Let's start with the facts.

Fact. Americans are angry, disillusioned and deeply worried about the country. According to a recent CBS-New York Times poll, 64 percent think we're headed in the wrong direction. A Pew study earlier this summer found the country more polarized that at any time in 25 years.

Fact. The campaigns are raising more money, using more media to get more outrageous. Boil it all down and here's what you get: One candidate would gleefully export jobs, the other would secretly march us off a socialist cliff. Really?

Fact. The great miracle of digital media has become the peculiar curse of civic discourse. Amid 955 million Facebook pages, half a billion active websites and endless TV talk, complexity and context get compressed to sound bites, tweets and texts. Quick -- tell us how we can put people to work or solve global warming in 16 seconds, in 140 characters, while you're going up the escalator.

Day after day. On TV. On the stump. Online.

We deserve serious debate driven by real information. Persistent long-term unemployment, debt and deficits, income inequality, education, infrastructure, challenges from abroad and from planet earth -- all of these things are made more urgent by the global moment we're in.

Maybe we could actually put our arms and our brains around some of these -- and compliment instead of insult the intelligence of the American public -- if we started with the facts.

So we're going to give it the college try. Literally.

We've launched Face the Facts USA. One hundred clear, clean, unimpeachable facts leading up to the election.

A sampling.

FACT. The percentage of unemployed workers who were jobless for six months or more was 43.8 percent in 2011, higher than any time since the government started keeping records.
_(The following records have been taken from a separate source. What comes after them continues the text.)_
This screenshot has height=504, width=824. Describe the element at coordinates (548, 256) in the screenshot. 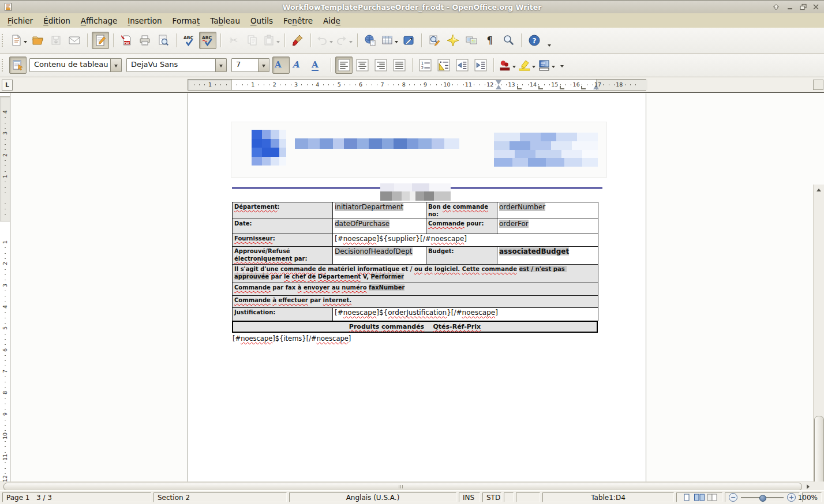

I see `table-cell: associatedBudget` at that location.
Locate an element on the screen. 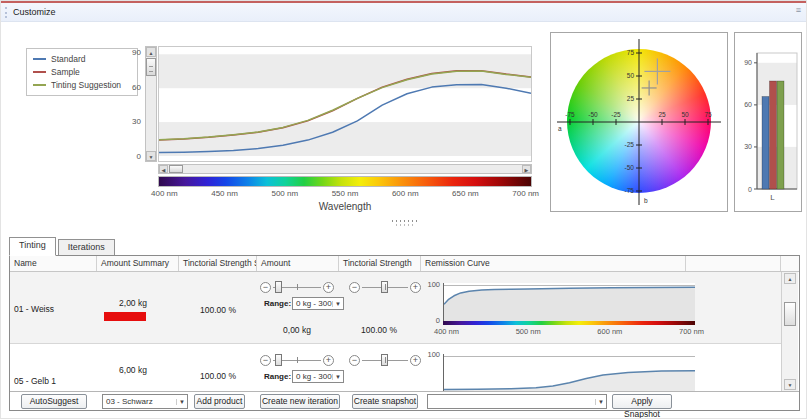  svg-text: 0 is located at coordinates (750, 190).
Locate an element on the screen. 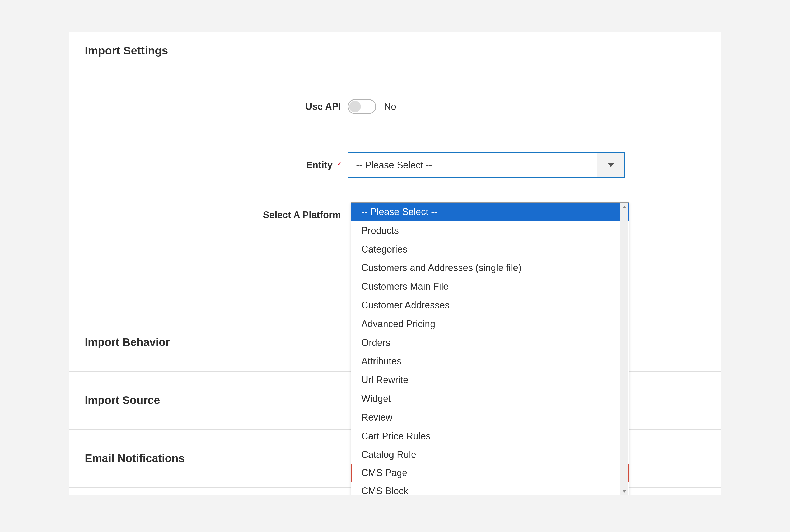 Image resolution: width=790 pixels, height=532 pixels. label-entity: Entity * is located at coordinates (208, 165).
FACT. The biggest holder of federal government debt -- which now exceeds total U.S. economic output -- is not China or Saudi Arabia. It's the U.S. government itself.

FACT. More than 67,000 bridges in America are considered "structurally deficient"-- metaphor for our crumbling infrastructure.

With every fact, we'll link to primary source information, varying perspectives and ideas for solutions. We'll connect to related content, videos and documentaries. We'll provide user 'tools' if you want to get involved or sit around and talk about these issues with your kids (or your parents), find out what's happening in your community or see what the candidates would actually do.

So, 100 FACTS, thoroughly researched and vetted, one per day. From debt and deficits to taxes, jobs, energy, education, infrastructure, health care and national security.

We'll make it engaging, creative and memorable. Don't be surprised if you see a fact animated, treated as a detailed infographic -- or as a spoof of a Hollywood hit.

Led by veteran journalists, supported by a prestigious, bipartisan group of committed Americans, based at The George Washington University, assisted by a dedicated group of graduate and undergraduate students, Face the Facts USA has no agenda other than putting facts first. Providing context. Enabling a fact-driven conversation that is transparent and inclusive. Philanthropically funded, we are sharing our content at no charge to media organizations, civic groups and others.

Our challenges are complex and global. They won't be addressed by campaign ads or fixed by ignorance. And our competiveness, our standing as a superpower, is on the line. If we blow it, well, Greece was a superpower once, too.

So check us out. Learn. Engage. E-mail, tweet or post it on Facebook. Help drive the conversation and engage the debate. Take charge.

But start with the facts.

It's time.

Frank Sesno is Director of the School of Media and Public Affairs at The George Washington University and chief executive of Face the Facts USA.